### Exercise
Repeat the records exactly, minus the pictures.

### Records to process

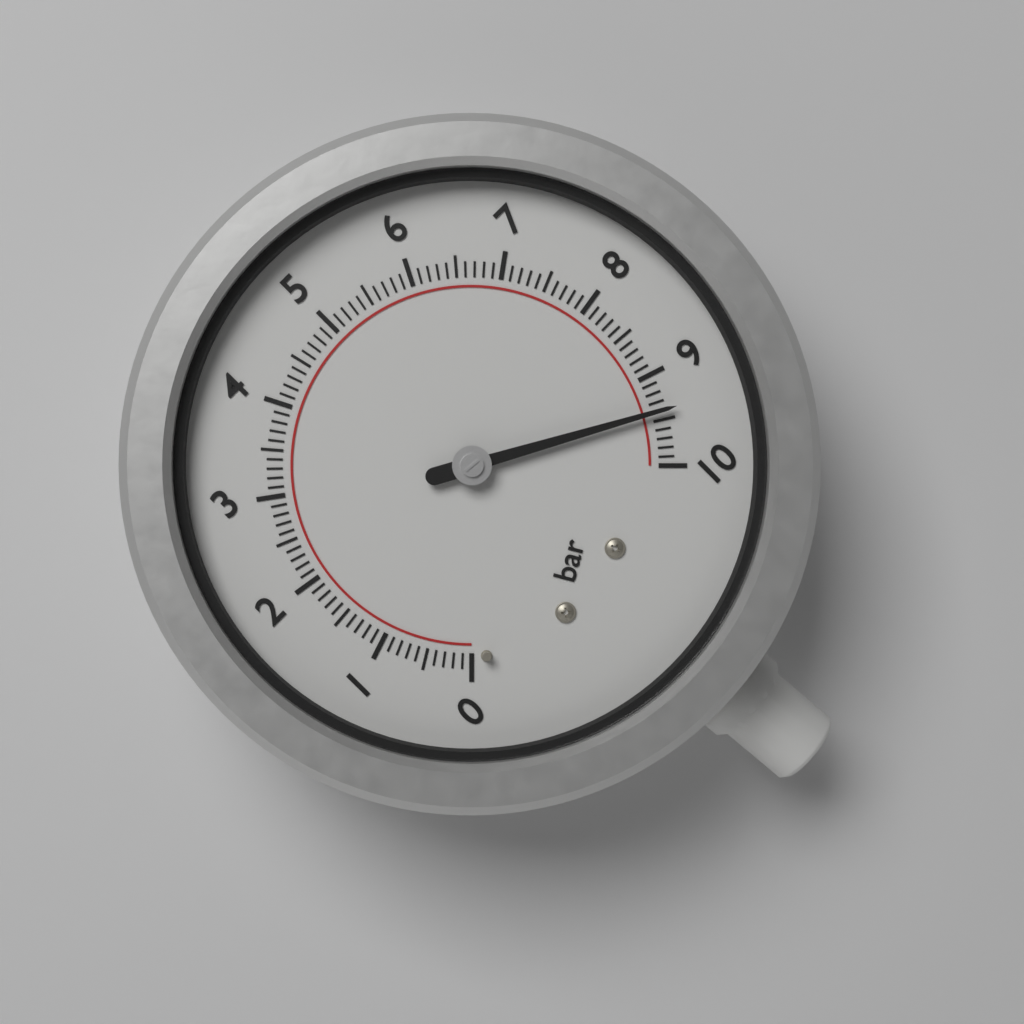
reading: 9.4 bar
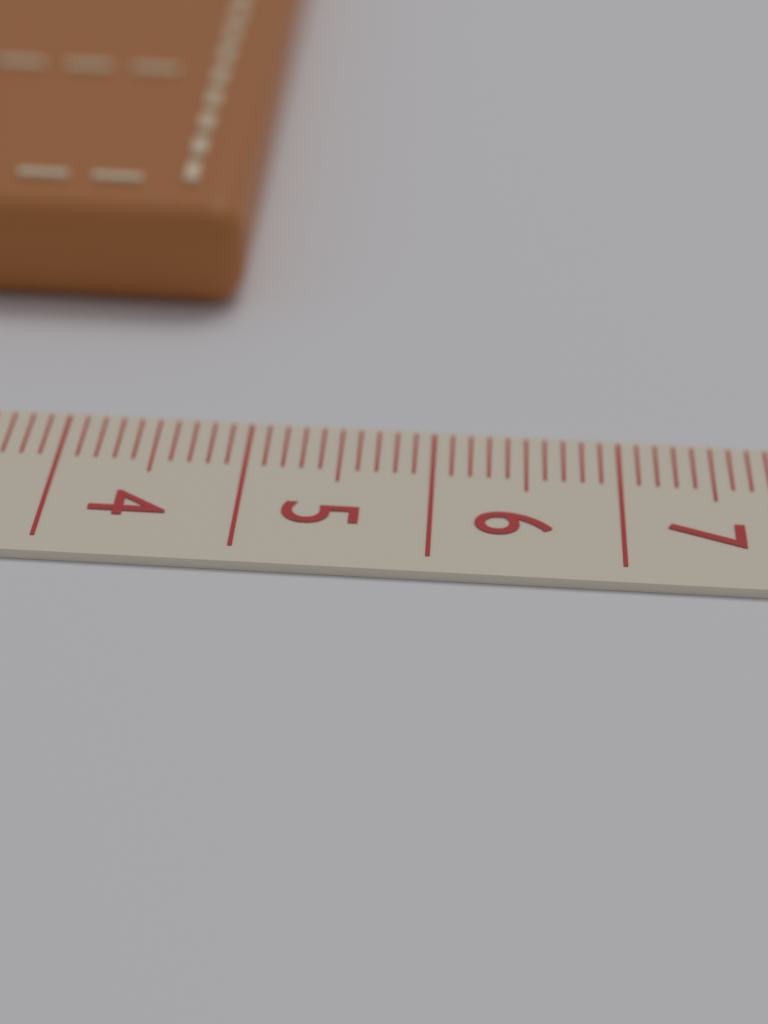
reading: 4.8 cm
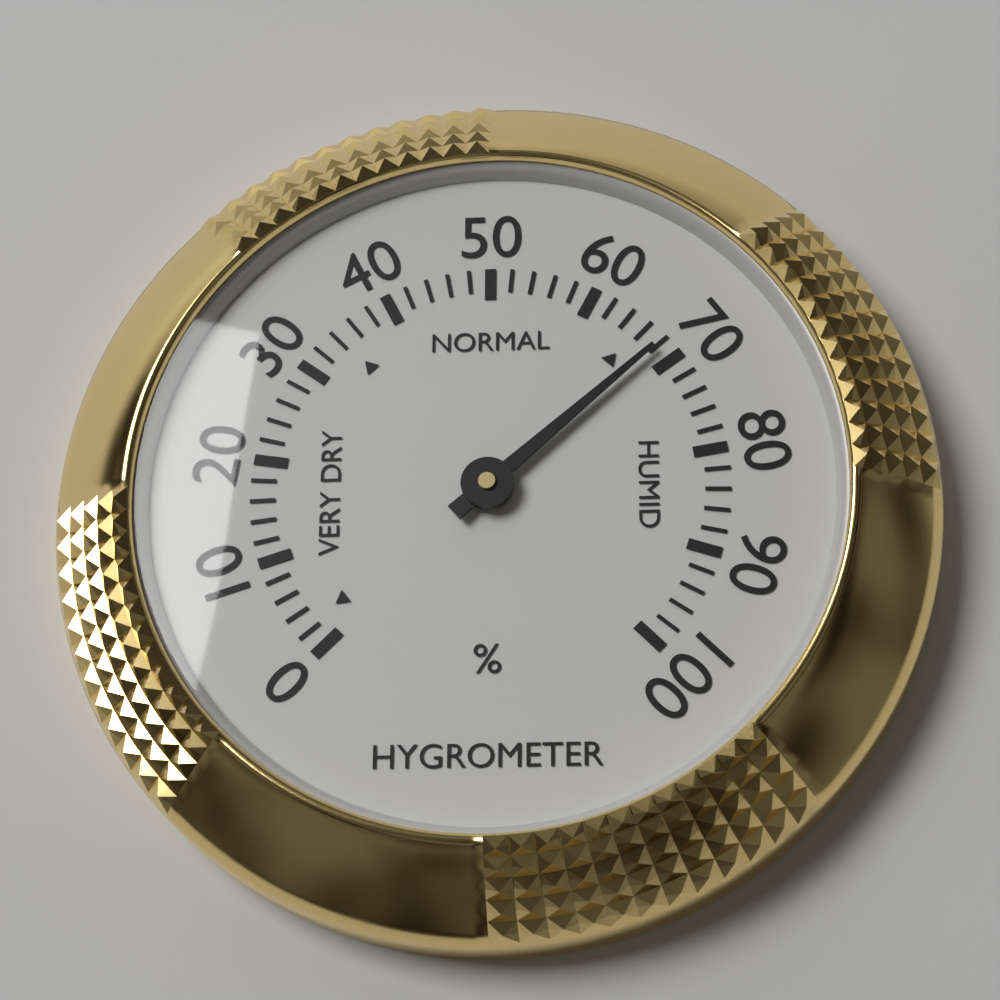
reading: 68 %
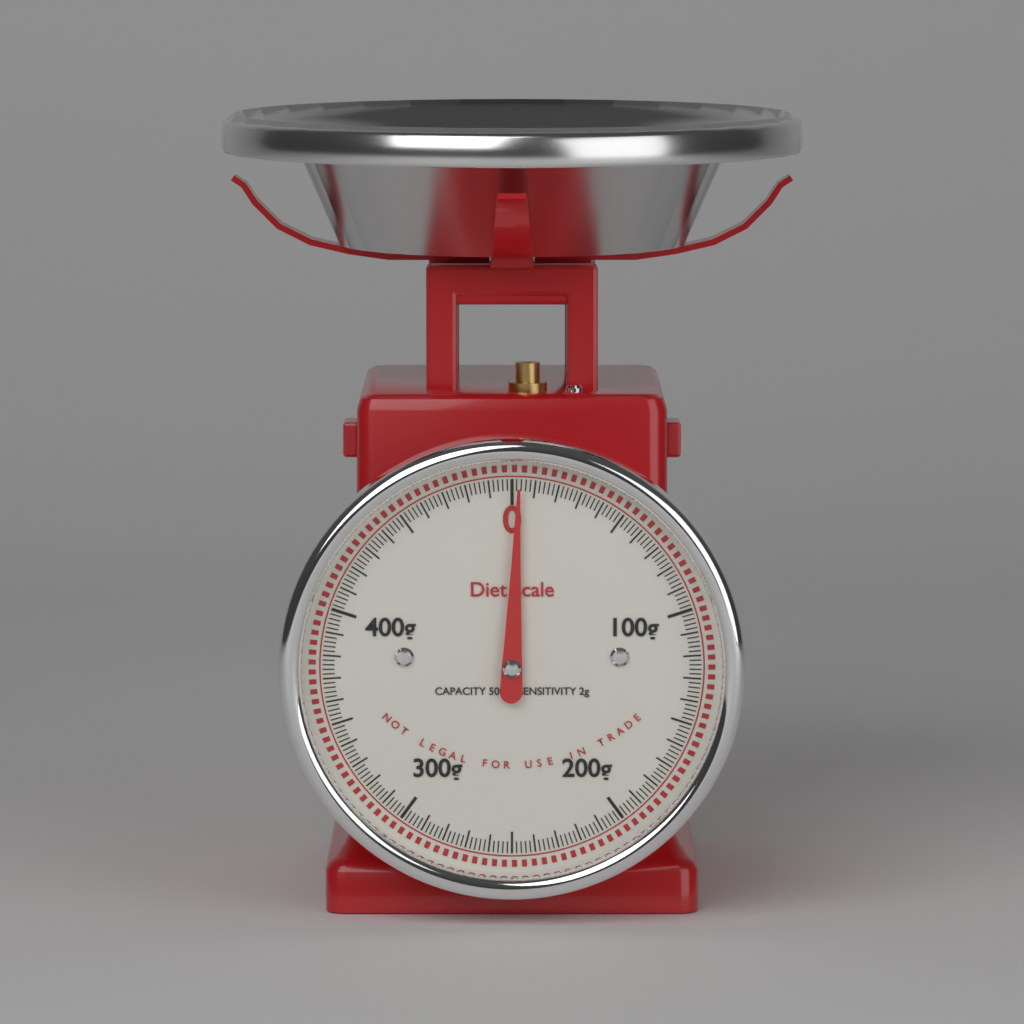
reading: 3 g
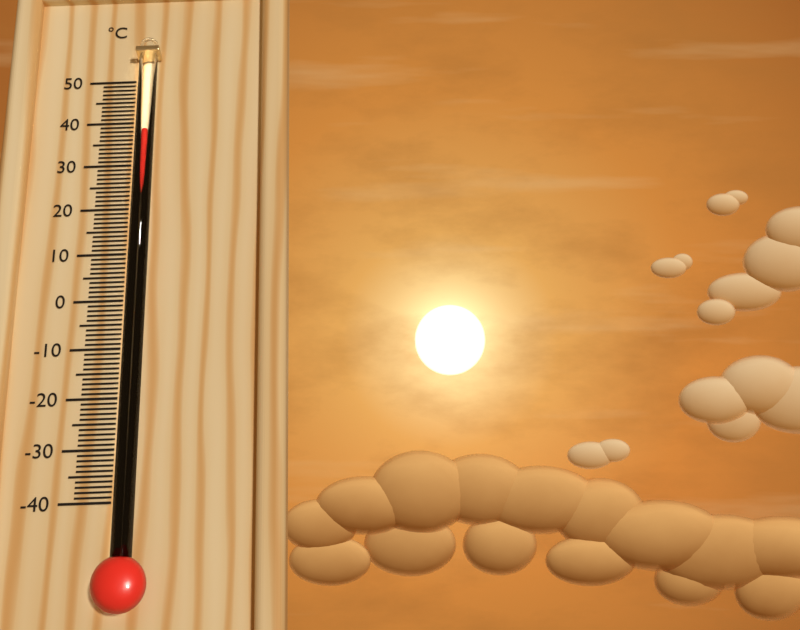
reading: 37 °C
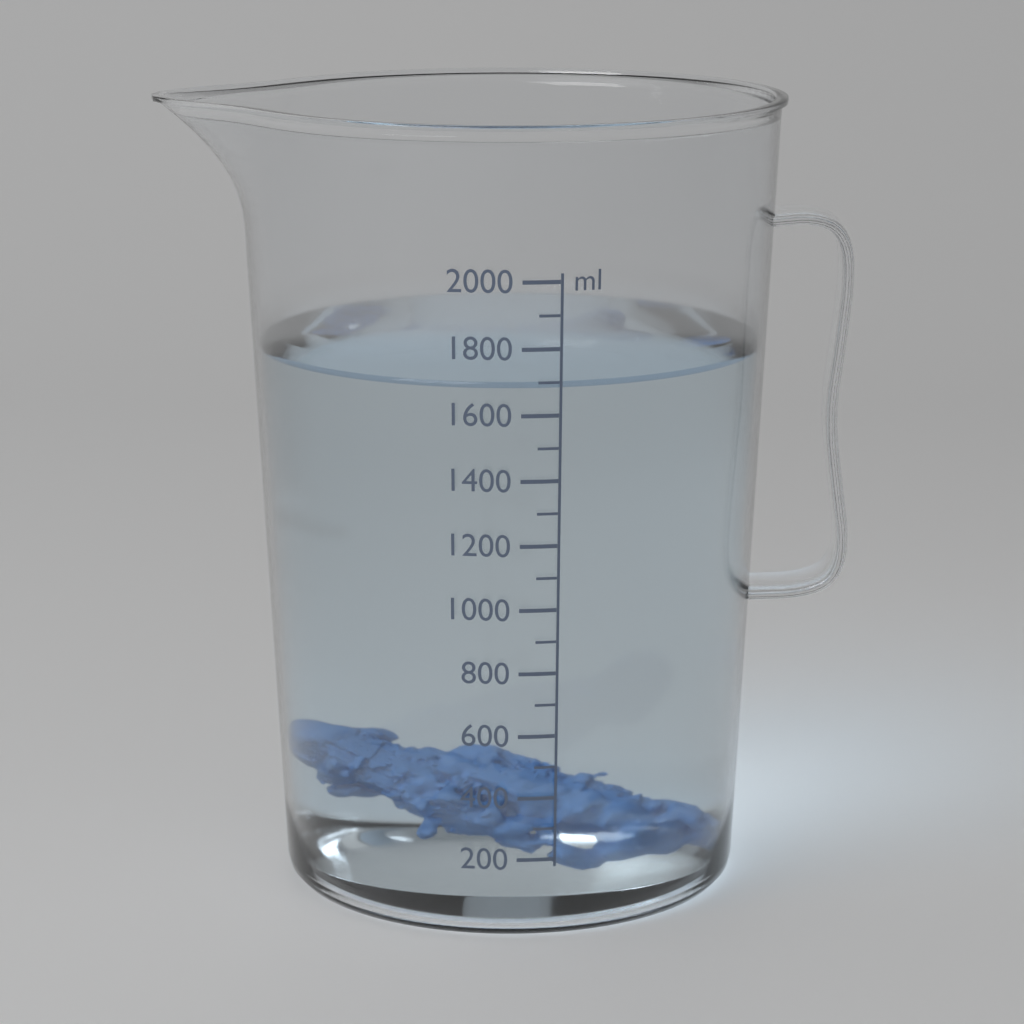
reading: 1700 ml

### Response below
reading: 9.4 bar
reading: 4.8 cm
reading: 68 %
reading: 3 g
reading: 37 °C
reading: 1700 ml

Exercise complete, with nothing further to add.